The CAPM says that expected excess returns $\operatorname{E}[R_i - R^f]$ increase linearly in the regression beta $\beta_i$ of excess returns on market excess returns.

Below is a graph of what Prof. John Cochrane likes to call the cross-sectional implications of the time series regression. The intercepts $\alpha_i$ in time-series regressions are residuals in the cross-sectional regression where the regression line is defined by the two points $(0, 0)$ and $(1, \operatorname{E}[R_m] - r_f)$ [rather than being estimated by ordinary least squares]. The logic: if $\beta = 0$ then the excess return should be 0, and if $\beta = 1$, then the excess return should be $\operatorname{E}[R_m] - r_f$; the $\alpha_i$ are the deviations of each portfolio $i$ from that line. enter image description here

Each blue circle represents a different security/portfolio. For each return series $i$, the estimated $\alpha_i$ from a time series regression is the vertical distance to the black line. If the CAPM were true, all those $\alpha_i$ would be zero and every security would be on that line.

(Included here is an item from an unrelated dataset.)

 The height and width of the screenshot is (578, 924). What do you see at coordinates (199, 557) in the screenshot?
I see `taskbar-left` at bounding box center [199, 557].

What actually happens? Why does the CAPM not work?

The test assets in the figure below are the 25 Fama-French book to market and size portfolios. If the CAPM were true, each blue circle should lie on the black line, but that's not what happens! enter image description here

What's even worse of the CAPM is not only are the deviations significant, the relationship, if anything, doesn't even go in the correct direction. The red line shows the estimated cross-sectional relationship between expected returns and market beta: it's estimated to be negative rather than positive. (The last figure is an old one I made for a prior class.)

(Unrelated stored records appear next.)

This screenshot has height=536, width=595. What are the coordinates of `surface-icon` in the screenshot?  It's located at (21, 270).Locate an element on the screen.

The black line is the line defined by the two points $(0, 0)$ and $(1, \operatorname{E}[R_m] - r_f)$.

The intercept term $\alpha$ in a regression of excess returns on other excess returns (interpreted as risk factors) gives you an estimate of average returns that cannot be explained by those factors. Graphically, it's the vertical distance from the black line in the above graphs.

Reminder: linear regression with 1 right hand side variable

Let's say you run the following regression estimated with ordinary least squares:

$$ y_i = a + b x_i + \epsilon_i$$

Your estimate of $b$ will be:

$$ \hat{b} = \frac{\hat{\operatorname{Cov}}(y,x)}{\hat{\operatorname{Var}}(x)}$$

Where $\hat{\operatorname{Cov}}(y,x)$ is the sample covariance between $y$ and $x$ and $\hat{\operatorname{Var}}(x)$ is the sample variance of $x$.

So basically, your "two methods" of calculation are exactly the same thing.

$\endgroup$
3
  • 1
    $\begingroup$ Speaking of "how to make money from all this", looking at Figure 8 if you had avoided holding the 3 portfolios with $\beta > 1.2$ and held all the others you would have done pretty well. This is not investment advice. $\endgroup$
    – Alex C
    Commented May 7, 2017 at 22:04
  • 1
    $\begingroup$ @AlexC That's related to the "Betting Against Beta" paper of Frazzini and Pederson and also the low vol anomaly since high beta and high volatility are related. $\endgroup$ Commented May 7, 2017 at 22:15
  • 1
    $\begingroup$ Yes, I was reminded of Fischer Black's 1993 paper and the Frazzini Pedersen paper you mention when I looked at that Figure 8. $\endgroup$
    – Alex C
    Commented May 7, 2017 at 22:23
0
$\begingroup$

"Could we just run the OLS regression and get the alpha as part of the coefficients that way?" NO!

For more, see CAPM is neither a cross sectional model, nor a time series model

$\endgroup$

Not the answer you're looking for? Browse other questions tagged or ask your own question.